It's a classic tale of boys meet girls, boys sleep with girls, boys move onto the next girls, sleep with them too, then the next, until they have bedded the entire student population.

Fired Up! rejoices in the unabashed sluttiness of its gym-toned protagonists, who can talk the bikini off anything with a pulse.

No woman is safe from these sun-kissed lotharios - or rather the two-dimensional, brainless imitations of womankind who clutter up Gluck's film in their tight shorts and skimpy vests.

While the female of the species in Freedom Jones' script lacks personality, the gay characters are limp-wristed stereotypes, who whoop, 'I love the smell of pompoms in the morning!' The best lines are repeated verbatim from the brilliant Kirsten Dunst comedy Bring It On, which is the feature presentation at a late-night screening at cheer camp.

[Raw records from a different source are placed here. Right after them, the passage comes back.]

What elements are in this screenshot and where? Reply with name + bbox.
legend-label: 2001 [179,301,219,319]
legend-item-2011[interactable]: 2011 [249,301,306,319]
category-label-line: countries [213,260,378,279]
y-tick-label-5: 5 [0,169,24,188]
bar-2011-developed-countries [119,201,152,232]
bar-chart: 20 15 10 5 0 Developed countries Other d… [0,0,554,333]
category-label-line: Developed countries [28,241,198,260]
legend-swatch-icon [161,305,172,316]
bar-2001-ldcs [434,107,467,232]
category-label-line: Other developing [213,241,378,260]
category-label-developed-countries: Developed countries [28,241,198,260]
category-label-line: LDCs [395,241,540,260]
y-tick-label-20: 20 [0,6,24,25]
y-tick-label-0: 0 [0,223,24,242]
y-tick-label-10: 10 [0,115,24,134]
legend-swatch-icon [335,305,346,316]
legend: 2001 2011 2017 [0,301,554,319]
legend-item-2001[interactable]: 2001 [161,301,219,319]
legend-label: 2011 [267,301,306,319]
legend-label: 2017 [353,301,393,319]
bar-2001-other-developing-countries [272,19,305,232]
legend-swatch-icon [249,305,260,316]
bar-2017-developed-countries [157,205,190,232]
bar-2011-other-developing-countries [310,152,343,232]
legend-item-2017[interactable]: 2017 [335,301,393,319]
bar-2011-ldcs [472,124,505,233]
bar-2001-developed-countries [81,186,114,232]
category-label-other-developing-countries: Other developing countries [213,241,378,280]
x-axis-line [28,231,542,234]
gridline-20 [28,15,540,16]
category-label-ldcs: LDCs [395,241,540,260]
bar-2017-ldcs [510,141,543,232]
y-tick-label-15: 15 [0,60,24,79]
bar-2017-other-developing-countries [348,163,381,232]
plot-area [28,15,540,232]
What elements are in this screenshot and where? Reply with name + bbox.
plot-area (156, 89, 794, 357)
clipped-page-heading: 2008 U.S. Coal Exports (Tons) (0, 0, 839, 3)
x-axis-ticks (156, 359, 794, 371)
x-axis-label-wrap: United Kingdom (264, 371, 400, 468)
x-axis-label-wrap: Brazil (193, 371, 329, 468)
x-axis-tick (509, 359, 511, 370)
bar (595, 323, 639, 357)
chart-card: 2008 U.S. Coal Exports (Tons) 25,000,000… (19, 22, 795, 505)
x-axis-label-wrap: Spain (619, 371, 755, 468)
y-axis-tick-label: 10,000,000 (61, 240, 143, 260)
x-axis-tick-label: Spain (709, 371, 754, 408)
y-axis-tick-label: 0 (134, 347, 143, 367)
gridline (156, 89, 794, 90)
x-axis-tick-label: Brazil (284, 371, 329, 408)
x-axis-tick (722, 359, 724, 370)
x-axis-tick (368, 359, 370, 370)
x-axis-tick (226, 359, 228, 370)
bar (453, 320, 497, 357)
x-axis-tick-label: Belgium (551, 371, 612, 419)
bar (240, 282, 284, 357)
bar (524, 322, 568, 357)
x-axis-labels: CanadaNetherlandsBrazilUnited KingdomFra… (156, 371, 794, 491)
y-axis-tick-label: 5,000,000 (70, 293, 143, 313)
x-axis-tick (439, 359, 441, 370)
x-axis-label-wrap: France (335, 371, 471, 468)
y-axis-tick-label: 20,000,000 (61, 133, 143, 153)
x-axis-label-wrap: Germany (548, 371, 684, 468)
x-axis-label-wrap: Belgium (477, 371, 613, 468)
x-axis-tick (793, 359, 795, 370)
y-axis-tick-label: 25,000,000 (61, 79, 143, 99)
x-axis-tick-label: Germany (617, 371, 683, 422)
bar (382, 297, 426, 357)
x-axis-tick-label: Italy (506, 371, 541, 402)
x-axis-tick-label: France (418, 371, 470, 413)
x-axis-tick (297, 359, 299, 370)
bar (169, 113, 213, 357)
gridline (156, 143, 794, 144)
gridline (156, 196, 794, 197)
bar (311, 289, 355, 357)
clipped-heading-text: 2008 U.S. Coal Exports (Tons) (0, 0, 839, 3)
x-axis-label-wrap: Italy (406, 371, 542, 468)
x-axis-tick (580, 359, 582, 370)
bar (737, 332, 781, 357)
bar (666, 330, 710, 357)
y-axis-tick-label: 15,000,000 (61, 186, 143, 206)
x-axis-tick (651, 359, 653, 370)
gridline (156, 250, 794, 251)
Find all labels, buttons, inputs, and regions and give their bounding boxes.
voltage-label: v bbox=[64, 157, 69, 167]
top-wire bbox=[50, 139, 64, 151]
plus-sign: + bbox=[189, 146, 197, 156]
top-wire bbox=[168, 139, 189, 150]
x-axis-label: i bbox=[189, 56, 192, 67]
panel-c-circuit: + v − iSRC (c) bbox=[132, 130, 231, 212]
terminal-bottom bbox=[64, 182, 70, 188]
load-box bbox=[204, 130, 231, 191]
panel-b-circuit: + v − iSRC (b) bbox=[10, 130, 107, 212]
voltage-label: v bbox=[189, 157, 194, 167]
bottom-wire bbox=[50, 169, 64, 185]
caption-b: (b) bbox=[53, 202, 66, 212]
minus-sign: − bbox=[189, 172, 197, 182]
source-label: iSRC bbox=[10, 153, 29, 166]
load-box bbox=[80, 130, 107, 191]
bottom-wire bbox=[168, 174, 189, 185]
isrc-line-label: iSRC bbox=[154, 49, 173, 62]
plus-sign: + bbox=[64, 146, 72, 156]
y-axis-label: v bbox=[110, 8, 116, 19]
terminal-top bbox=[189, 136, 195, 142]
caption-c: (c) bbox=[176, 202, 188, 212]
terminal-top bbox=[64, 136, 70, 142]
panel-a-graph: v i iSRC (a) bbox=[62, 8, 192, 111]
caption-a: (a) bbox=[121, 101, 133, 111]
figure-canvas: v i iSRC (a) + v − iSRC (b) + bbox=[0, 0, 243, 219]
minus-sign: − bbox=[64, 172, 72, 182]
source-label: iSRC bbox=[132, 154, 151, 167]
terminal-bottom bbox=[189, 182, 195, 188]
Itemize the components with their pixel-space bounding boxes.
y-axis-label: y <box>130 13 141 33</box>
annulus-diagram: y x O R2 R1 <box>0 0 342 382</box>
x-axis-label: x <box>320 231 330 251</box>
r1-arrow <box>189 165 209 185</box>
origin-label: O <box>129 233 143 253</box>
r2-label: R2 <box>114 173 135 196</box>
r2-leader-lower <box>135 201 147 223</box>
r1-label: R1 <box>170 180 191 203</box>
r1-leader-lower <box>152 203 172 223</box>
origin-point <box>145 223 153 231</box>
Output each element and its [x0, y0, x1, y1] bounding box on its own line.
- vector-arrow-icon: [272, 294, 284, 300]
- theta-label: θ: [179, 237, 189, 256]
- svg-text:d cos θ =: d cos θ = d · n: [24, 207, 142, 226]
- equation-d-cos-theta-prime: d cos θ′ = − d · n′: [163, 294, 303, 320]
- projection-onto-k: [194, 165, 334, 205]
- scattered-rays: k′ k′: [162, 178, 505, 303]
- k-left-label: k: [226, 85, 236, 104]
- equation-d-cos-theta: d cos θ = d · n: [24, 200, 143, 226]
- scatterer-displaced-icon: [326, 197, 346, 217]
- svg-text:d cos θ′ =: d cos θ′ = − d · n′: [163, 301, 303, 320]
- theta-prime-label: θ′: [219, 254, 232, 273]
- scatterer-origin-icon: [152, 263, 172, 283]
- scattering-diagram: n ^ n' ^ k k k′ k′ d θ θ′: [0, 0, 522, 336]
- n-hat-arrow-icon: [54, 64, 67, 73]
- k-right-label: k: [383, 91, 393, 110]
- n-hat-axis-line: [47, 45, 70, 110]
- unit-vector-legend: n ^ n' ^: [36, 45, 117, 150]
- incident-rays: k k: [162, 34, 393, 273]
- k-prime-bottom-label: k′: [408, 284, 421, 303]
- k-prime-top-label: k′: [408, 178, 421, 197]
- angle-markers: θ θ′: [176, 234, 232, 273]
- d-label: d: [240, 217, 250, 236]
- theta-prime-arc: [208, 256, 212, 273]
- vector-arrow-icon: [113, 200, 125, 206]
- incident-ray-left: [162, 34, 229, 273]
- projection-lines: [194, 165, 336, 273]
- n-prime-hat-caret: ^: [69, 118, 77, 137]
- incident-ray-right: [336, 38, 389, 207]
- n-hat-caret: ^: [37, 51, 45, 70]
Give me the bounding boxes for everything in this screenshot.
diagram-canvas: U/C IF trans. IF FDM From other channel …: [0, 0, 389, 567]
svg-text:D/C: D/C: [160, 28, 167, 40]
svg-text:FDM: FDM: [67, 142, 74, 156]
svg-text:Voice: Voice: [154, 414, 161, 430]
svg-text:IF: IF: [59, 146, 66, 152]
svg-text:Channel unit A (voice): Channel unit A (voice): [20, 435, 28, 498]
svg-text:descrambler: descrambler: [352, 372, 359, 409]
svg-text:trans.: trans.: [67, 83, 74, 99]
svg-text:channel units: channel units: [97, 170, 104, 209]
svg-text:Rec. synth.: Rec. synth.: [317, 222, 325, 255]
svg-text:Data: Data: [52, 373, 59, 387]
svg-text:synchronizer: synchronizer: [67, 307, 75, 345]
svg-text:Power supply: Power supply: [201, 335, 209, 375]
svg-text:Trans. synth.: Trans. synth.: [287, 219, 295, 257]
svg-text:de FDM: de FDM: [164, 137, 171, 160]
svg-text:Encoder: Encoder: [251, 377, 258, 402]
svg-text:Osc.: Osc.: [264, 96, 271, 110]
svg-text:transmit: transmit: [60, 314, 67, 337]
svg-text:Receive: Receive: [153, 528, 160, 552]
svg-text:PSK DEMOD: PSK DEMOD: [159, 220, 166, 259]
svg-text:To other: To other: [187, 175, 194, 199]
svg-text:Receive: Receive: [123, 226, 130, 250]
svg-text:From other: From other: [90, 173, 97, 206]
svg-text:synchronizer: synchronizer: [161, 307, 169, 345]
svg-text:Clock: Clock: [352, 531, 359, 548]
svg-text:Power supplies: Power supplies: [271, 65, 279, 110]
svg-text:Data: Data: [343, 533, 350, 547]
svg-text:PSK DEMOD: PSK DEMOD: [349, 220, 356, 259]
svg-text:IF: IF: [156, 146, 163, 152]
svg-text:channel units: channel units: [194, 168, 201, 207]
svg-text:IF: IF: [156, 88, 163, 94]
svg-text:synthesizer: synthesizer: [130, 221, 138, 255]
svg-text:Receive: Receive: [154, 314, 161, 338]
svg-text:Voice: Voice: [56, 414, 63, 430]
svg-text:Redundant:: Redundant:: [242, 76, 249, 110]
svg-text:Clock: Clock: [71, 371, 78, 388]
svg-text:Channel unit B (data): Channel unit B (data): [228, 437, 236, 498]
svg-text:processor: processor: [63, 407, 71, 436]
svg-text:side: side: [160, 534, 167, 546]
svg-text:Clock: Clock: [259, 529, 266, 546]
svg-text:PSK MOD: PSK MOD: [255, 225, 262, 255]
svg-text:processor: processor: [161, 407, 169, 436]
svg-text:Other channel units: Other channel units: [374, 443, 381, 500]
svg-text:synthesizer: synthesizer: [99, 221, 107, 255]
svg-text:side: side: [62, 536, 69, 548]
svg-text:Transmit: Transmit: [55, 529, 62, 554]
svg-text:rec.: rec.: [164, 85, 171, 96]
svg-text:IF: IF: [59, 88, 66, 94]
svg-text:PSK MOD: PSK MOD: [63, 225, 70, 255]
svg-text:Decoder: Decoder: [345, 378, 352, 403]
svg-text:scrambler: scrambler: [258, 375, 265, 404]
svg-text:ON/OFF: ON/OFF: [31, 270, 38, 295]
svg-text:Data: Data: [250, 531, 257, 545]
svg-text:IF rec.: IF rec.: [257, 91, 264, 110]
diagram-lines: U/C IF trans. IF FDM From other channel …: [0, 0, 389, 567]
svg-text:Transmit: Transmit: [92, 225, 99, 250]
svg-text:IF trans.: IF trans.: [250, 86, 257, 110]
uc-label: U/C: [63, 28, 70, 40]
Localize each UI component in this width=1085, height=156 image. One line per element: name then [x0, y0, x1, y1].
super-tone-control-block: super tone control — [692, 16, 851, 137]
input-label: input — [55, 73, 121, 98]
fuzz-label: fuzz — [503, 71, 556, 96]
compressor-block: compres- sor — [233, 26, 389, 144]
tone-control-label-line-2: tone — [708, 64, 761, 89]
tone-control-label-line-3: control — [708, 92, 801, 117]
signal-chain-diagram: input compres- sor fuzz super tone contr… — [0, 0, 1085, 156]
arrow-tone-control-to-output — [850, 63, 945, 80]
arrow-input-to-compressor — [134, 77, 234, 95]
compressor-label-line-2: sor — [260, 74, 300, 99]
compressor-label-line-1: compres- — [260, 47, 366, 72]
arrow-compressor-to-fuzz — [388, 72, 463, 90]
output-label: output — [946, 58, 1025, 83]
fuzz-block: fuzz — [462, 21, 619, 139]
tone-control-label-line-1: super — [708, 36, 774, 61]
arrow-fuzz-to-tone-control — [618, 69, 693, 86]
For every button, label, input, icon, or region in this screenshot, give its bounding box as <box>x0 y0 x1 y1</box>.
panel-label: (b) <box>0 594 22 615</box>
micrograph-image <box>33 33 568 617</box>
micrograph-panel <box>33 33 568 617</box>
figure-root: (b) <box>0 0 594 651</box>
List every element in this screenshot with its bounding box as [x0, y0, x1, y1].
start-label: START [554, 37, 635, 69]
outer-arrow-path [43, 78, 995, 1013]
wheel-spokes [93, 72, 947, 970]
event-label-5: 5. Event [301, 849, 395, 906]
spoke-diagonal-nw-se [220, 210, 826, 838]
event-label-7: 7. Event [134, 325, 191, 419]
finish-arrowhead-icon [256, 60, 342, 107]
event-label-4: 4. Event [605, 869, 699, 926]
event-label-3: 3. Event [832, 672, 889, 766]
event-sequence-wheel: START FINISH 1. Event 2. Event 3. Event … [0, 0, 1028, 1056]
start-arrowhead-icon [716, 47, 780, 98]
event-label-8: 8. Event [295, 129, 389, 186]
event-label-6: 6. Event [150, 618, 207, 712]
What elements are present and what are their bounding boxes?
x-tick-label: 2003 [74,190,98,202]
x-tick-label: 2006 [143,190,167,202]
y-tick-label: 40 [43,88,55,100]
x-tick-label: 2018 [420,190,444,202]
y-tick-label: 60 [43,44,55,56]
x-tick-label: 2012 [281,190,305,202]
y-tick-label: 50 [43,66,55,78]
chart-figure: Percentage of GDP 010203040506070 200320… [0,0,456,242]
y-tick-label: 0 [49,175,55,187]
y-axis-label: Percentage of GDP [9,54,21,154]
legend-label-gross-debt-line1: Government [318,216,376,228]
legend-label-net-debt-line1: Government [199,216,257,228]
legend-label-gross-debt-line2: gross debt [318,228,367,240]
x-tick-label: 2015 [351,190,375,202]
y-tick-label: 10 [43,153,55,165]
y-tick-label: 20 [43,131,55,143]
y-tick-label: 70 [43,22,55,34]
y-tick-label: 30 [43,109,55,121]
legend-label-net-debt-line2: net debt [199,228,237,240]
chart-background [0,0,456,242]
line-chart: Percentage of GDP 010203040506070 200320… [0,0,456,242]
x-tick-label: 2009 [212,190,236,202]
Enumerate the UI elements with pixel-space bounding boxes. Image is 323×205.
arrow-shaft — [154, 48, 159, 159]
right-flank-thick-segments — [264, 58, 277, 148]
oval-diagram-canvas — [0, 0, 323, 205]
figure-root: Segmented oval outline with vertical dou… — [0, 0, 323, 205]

The characters in Gluck's film stare spellbound at the flickering big screen, reciting Dunst's pithy dialogue en masse, as if it were a mantra for life.

We're suddenly reminded how depressingly poor an imitation this is.

Best friends Shawn (Nicholas D'Agosto) and Nick (Eric Christian Olsen) are the star athletes at Gerald R.

Ford High School and have exploited their demi-god status to bed most of the girls.

With the help of Shawn's sister Poppy (Juliette Goglia), the pals join the less than impressive Tigers cheerleading squad captained by Carly (Sarah Roemer), one of the few girls to rebuff their barrage of compliments.

At cheerleading camp, the lads quickly get to work and are swamped with offers.

However, Shawn has a crush on Carly, who has an obnoxious boyfriend called Dr Rick (David Walton), and Nick hankers for Diora (Molly Sims), the wife of the head coach Keith (John Michael Higgins).

'Dude, she's like 30-years-old and married!' protests Shawn.

'That's how I like them,' grins Nick mischievously, 'ancient and regretful.' Fired Up! navigates a well-worn path from Shawn and Nick mocking their fellow cheerleaders to becoming linchpins of a revitalised Tigers squad as it attempts to perform the precarious Fountain Of Troy configuration.

En route, there are predictable scrapes like the lads losing their clothes during a skinny dip and running back naked to the dorms, and both buffoons get the girls by the end credits, which are peppered with desperately unfunny out-takes.

D'Agosto and Olsen seem to be enjoying themselves but without a decent script, their boyish banter has no spark and Roemer is insipid.

During his welcome speech, Coach Keith rallies his eager, young charges with the cry 'F U! F U!' which apparently stands for 'Fired Up!' If anyone in the audience of Gluck's film screams 'F U!', it will be for all the wrong reasons.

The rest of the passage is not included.